The biggest thing you can do to help is to reassure him that it is normal and okay to feel afraid and that it’s normal and okay for it to take time to move skills from lower heights/ over pit/with a spotter to competition height and surfaces. My kid was doing gorgeous giants over the pit for a year before he started the *extremely difficult* process of relearning them over mats. Level 5 is typically a two-year project, largely because of the fear factor. Right now, kids want to push themselves to add all the bonus skills for regionals but that’s a bad idea because that kind of time pressure can turn a normal fear into a more serious mental block. I know it’s really difficult to convince a kid that age to see the big picture, but sometimes you have to go slow in order to go fast. He doesn’t need to do the scary skills at competition height right now. He should do the scary skills at a lower height over and over again for the next 3-6 months until they are so easy to him that it will be a trivial thing to increase the height.
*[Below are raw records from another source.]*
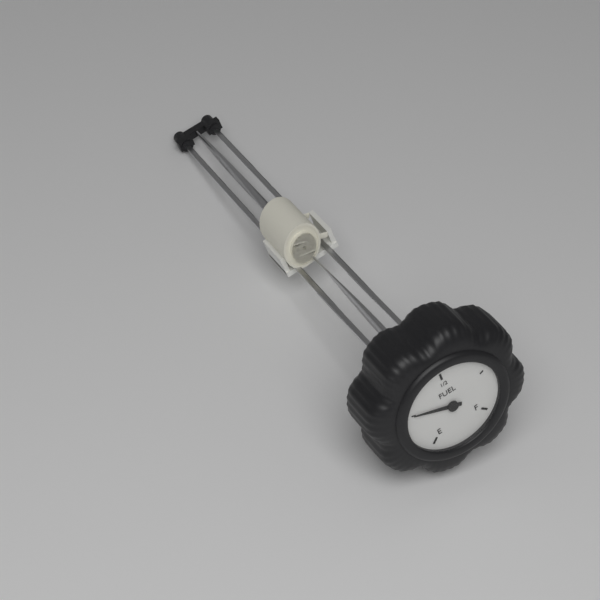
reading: 0.25 (no unit)
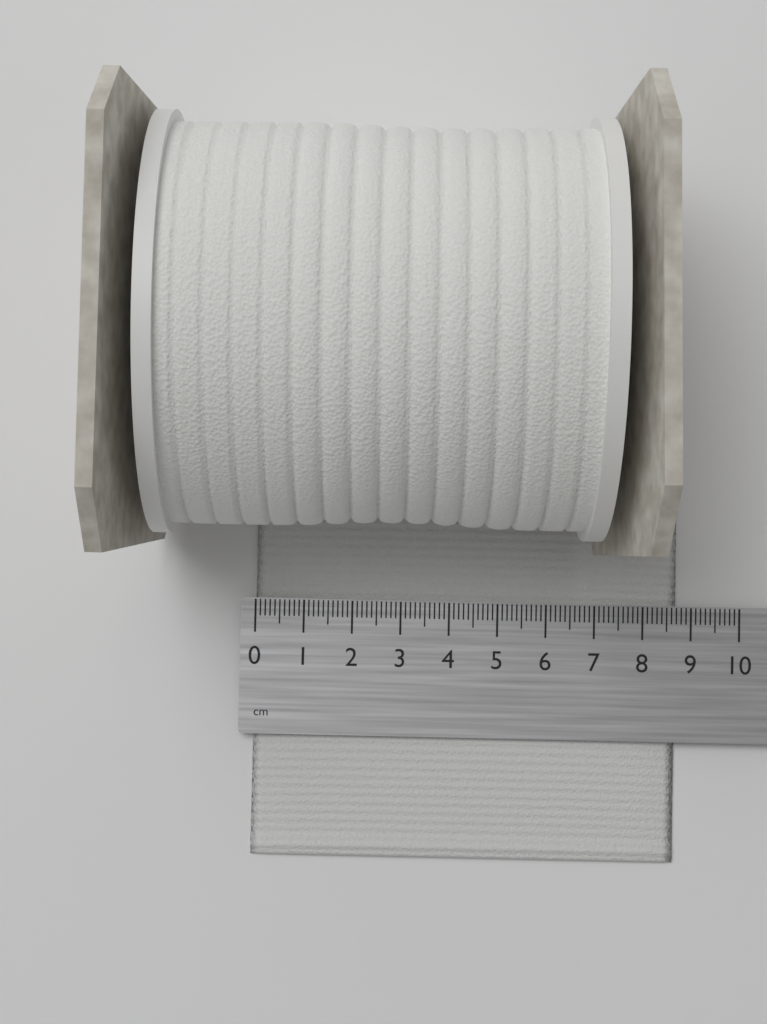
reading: 8.7 cm
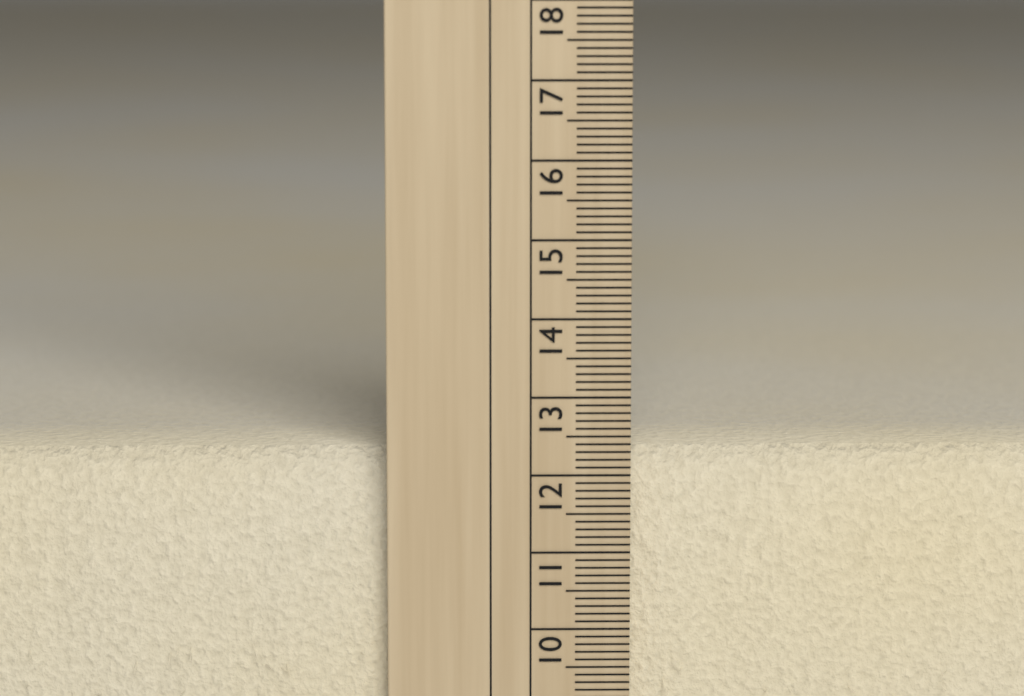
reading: 12.3 cm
That’s what will set him up for sucess long term. Good luck convincing him of that!
 
The biggest thing you can do to help is to reassure him that it is normal and okay to feel afraid and that it’s normal and okay for it to take time to move skills from lower heights/ over pit/with a spotter to competition height and surfaces. My kid was doing gorgeous giants over the pit for a year before he started the *extremely difficult* process of relearning them over mats. Level 5 is typically a two-year project, largely because of the fear factor. Right now, kids want to push themselves to add all the bonus skills for regionals but that’s a bad idea because that kind of time pressure can turn a normal fear into a more serious mental block. I know it’s really difficult to convince a kid that age to see the big picture, but sometimes you have to go slow in order to go fast. He doesn’t need to do the scary skills at competition height right now. He should do the scary skills at a lower height over and over again for the next 3-6 months until they are so easy to him that it will be a trivial thing to increase the height. That’s what will set him up for sucess long term. Good luck convincing him of that!
Thank you! The pit bar is actually worse for him. He says it feels higher. On the "low" bar, his skills are solid. The minute he goes to the pit bar or competition set, he says his mind just blanks and fear talks over.